Massachusetts earned a C+. According to the report, “medical cannabis sales in Massachusetts have reached almost $1 billion since the medical cannabis program was approved in 2018. Despite this promising sales number, Massachusetts did not make any noticeable improvements to the medical cannabis program in the past year.

“In 2023, ASA recommends that legislators in the state expand protections provided under the law for patients. As it stands, employment protections only exist through case law and should be formalized by the state Legislature. The Legislature should also seek to protect patients rights within housing, education, and family court as well.”

The ASA did commend Massachusetts for not requiring a fee with patient registrations and encourages policymakers to extend patient registrations to cover multi-year periods in order to cut down on administrative paperwork for patients.

According to patient feedback gathered for the Massachusetts report, “patients surveyed expressed concern regarding inflated pricing, a concentration on potential harm rather than potential benefits, and that the adult use/recreational market is undermining the medical market. They also reported a lack of pediatric access.”

While states continue to slowly adapt their laws to meet the needs of patients, the ASA noted, “we have noticed a big shift in states prioritizing adult use. Recreational adult-use programs and medical cannabis programs are not the same and should not be treated as such. A state may have both recreational, adult-use laws and medical cannabis laws, but those programs must remain separate in order to serve the distinct needs of the population. Cannabis patients rely on medical cannabis products for their health and well-being and should be treated as patients by the state — not as recreational consumers.”

This includes protections that may not exist in the recreational market, the report explained, such as excise and sales tax breaks on medical cannabis products, continued access to medical cannabis for minor patients, civil-rights protections for employment, housing, parental rights, and even alternative accessibility methods.

“Medical cannabis programs are essential to patient health and well-being and should be maintained and improved upon regardless of the legality of recreational adult use in the state,” the ASA argued. “While adult-use models can expand access to a larger population of people and may even increase the number of legal cannabis retailers, these systems and associated businesses are often not held to the same standards as authorized medical cannabis businesses.

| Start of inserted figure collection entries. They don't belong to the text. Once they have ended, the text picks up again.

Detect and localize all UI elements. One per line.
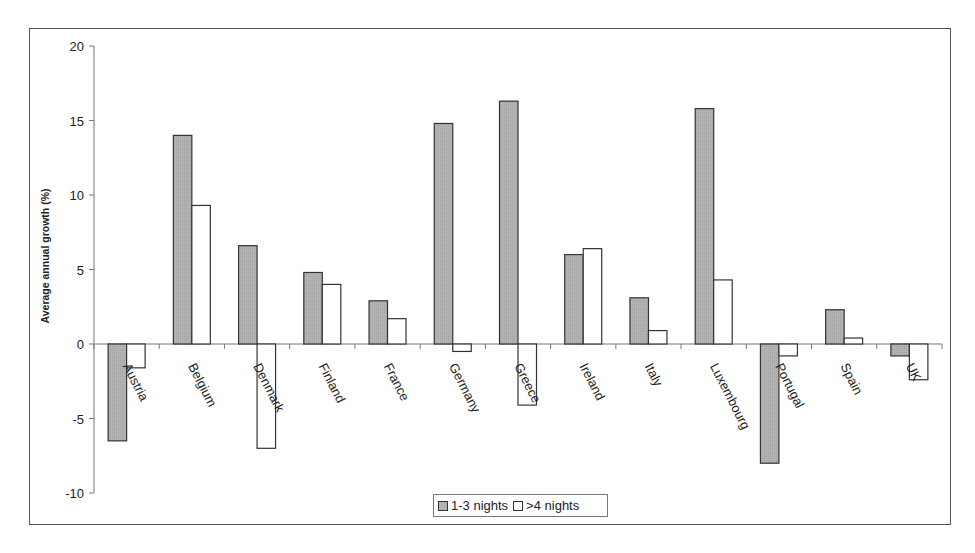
bar-ireland-1-3-nights (565, 255, 584, 344)
bar-austria-1-3-nights (108, 344, 127, 441)
bar-germany-over-4-nights (453, 344, 472, 351)
x-tick-label-ireland: Ireland (577, 361, 608, 403)
legend-item-over-4-nights: >4 nights (513, 498, 579, 513)
y-tick-label: 5 (77, 263, 84, 278)
bar-chart: 20151050-5-10 AustriaBelgiumDenmarkFinla… (0, 0, 975, 553)
x-tick-label-italy: Italy (642, 361, 666, 389)
bar-finland-over-4-nights (322, 284, 341, 344)
x-tick-label-greece: Greece (511, 361, 544, 406)
y-tick-label: 20 (70, 39, 84, 54)
bar-portugal-1-3-nights (760, 344, 779, 463)
legend-swatch-white (513, 501, 523, 511)
bar-ireland-over-4-nights (583, 249, 602, 344)
legend-label: 1-3 nights (451, 498, 508, 513)
bars (108, 101, 928, 463)
bar-italy-over-4-nights (648, 331, 667, 344)
bar-uk-1-3-nights (891, 344, 910, 356)
legend: 1-3 nights >4 nights (433, 494, 608, 517)
legend-swatch-gray (438, 501, 448, 511)
legend-label: >4 nights (526, 498, 579, 513)
bar-portugal-over-4-nights (779, 344, 798, 356)
bar-belgium-over-4-nights (192, 205, 211, 344)
bar-spain-over-4-nights (844, 338, 863, 344)
bar-spain-1-3-nights (826, 310, 845, 344)
legend-item-1-3-nights: 1-3 nights (438, 498, 508, 513)
y-tick-label: 0 (77, 337, 84, 352)
bar-luxembourg-1-3-nights (695, 109, 714, 344)
y-tick-label: -5 (72, 412, 84, 427)
x-tick-label-luxembourg: Luxembourg (707, 361, 753, 432)
bar-france-1-3-nights (369, 301, 388, 344)
x-tick-label-spain: Spain (837, 361, 865, 397)
bar-luxembourg-over-4-nights (714, 280, 733, 344)
y-tick-label: -10 (65, 486, 84, 501)
x-tick-label-germany: Germany (446, 361, 484, 416)
bar-finland-1-3-nights (304, 272, 323, 344)
x-tick-label-france: France (381, 361, 413, 404)
bar-belgium-1-3-nights (173, 135, 192, 344)
y-axis-label: Average annual growth (%) (39, 189, 51, 324)
x-tick-label-belgium: Belgium (185, 361, 220, 410)
bar-greece-1-3-nights (500, 101, 519, 344)
bar-france-over-4-nights (388, 319, 407, 344)
bar-denmark-1-3-nights (239, 246, 257, 344)
x-tick-label-finland: Finland (316, 361, 349, 406)
bar-italy-1-3-nights (630, 298, 649, 344)
bar-germany-1-3-nights (434, 123, 453, 344)
y-tick-label: 10 (70, 188, 84, 203)
y-tick-label: 15 (70, 114, 84, 129)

“For example, laboratory testing of adult-use products may not have to undergo screening for the full array of heavy metals and contaminants that medical products require. It is also uncommon that states ask adult-use retailers to maintain staff competent about medical cannabis products or their applications to ensure patients have a trained advisor to consult with when they purchase medicine. It is critical to patient health that states maintain focus on addressing medical cannabis program challenges and patient needs before, during, and after developing adult-use programs.”

The ASA also gave grades to the medical cannabis programs of U.S. territories, such as the Commonwealth of the Northern Mariana Islands (D+), Guam (C-), Puerto Rico (D), and the Virgin Islands (D+).

According to a report by Ganjapreneur, “even in states with full medical cannabis programs, each state differs greatly in how patients can access their medicine, where they can access it, or even what types of products they can access.” Because medical cannabis remains prohibited federally, it added, “most state programs leave out millions of potential patients due to issues with affordability, patient rights, and civil protections, or product-safety standardization.”

The ASA gave no state a grade higher than a B+ because none of them “include the entire range of protections and rights that should be afforded to patients under the law, with some lagging far behind others.”

The ASA believes there are more than 6 million medical cannabis users in the U.S., which is about 1 million more than in its report from 2021.